Cape Breton
Facing the east was the cliff
dropping sixty feet to the sea: a rock-
face frozen in the slow-motion act
of falling. A shirred schist. A Parkinson’s
of stone—sheer and delicate as a chiton
carved by a Greek.
Sweeping back from the cliff,
a slope of steep green. Empty
but for a spattering of buttercups
blowing over twelve graves, graves
not shelved straight into the hill’s diagonal
but laid parallel to it. Cellar doors
of abandoned houses: defenders of the faith
holding their tilt under the conquering weeds.
I sat with them a long time.

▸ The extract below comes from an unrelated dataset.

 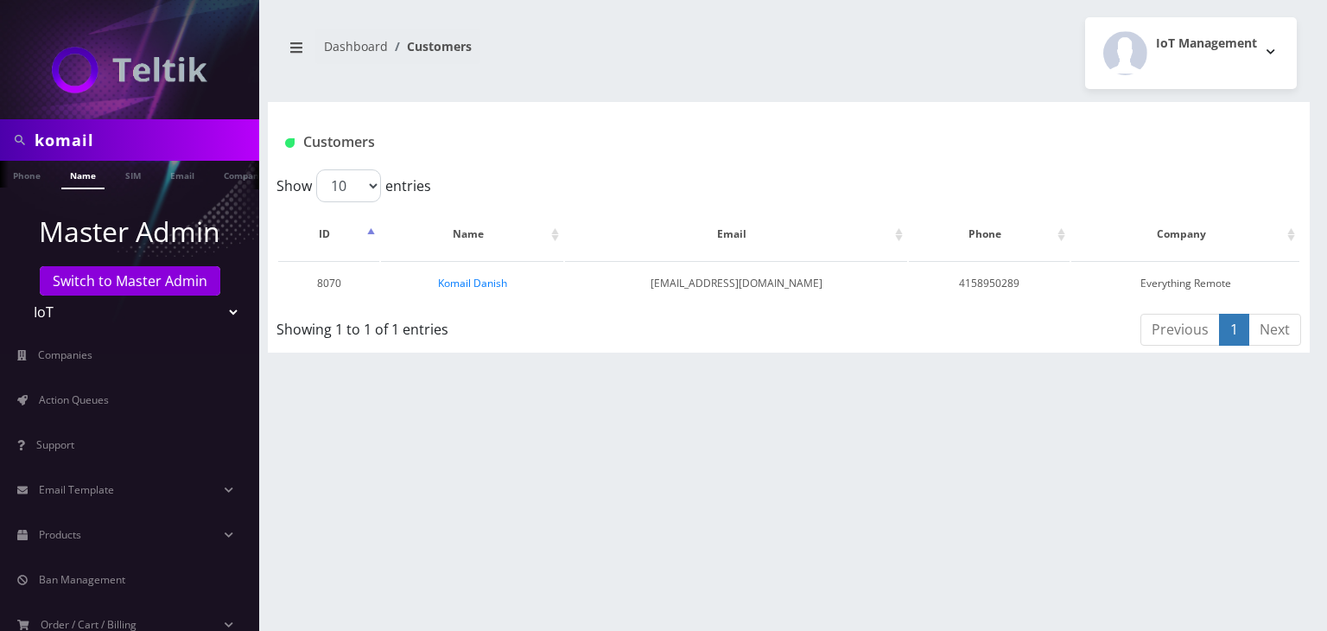 I want to click on div: Showing 1 to 1 of 1 entries, so click(x=483, y=326).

The waves
behind me hauling their old song
of bad dreams and restlessness—
nights when the wind-tormented sea,
seasick with tiredness, flung itself
against this cliff, and how these mouths,
sworn to silence in an open rictus of bone,
were made to sing, lip-syncing the sounds
howling through the rock wall behind them.

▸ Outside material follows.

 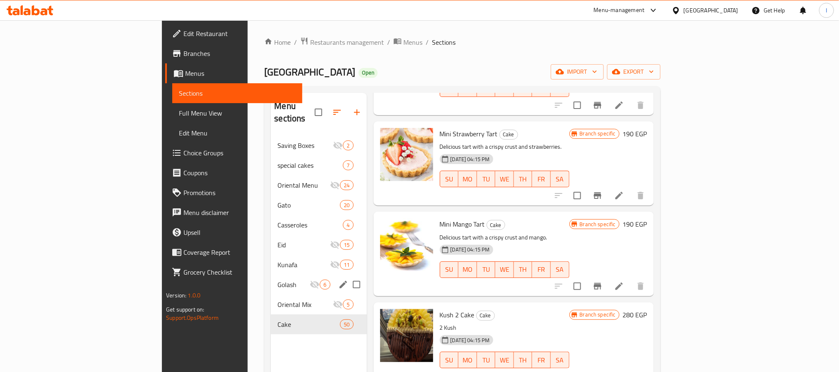 I want to click on span: Coupons, so click(x=239, y=173).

At the bottom of the hill and facing
the graves, all that’s left or never finished
of a town—five houses and an Esso station—
making do in the perpetual shadow of the hill.
No sun, only wind sneaking in sideways
twenty-four hours a day. Salt on a wound.
Why build in the shadow of a hill
when you can build on it? What sort
of mourning denies a morning’s blessing:
lobster boats laying their traps, kittiwake
and gull? Who’s buried here,
mouthing the wind’s stutter and the sea’s
sad affliction of coming and going,
nailing those houses to their shade?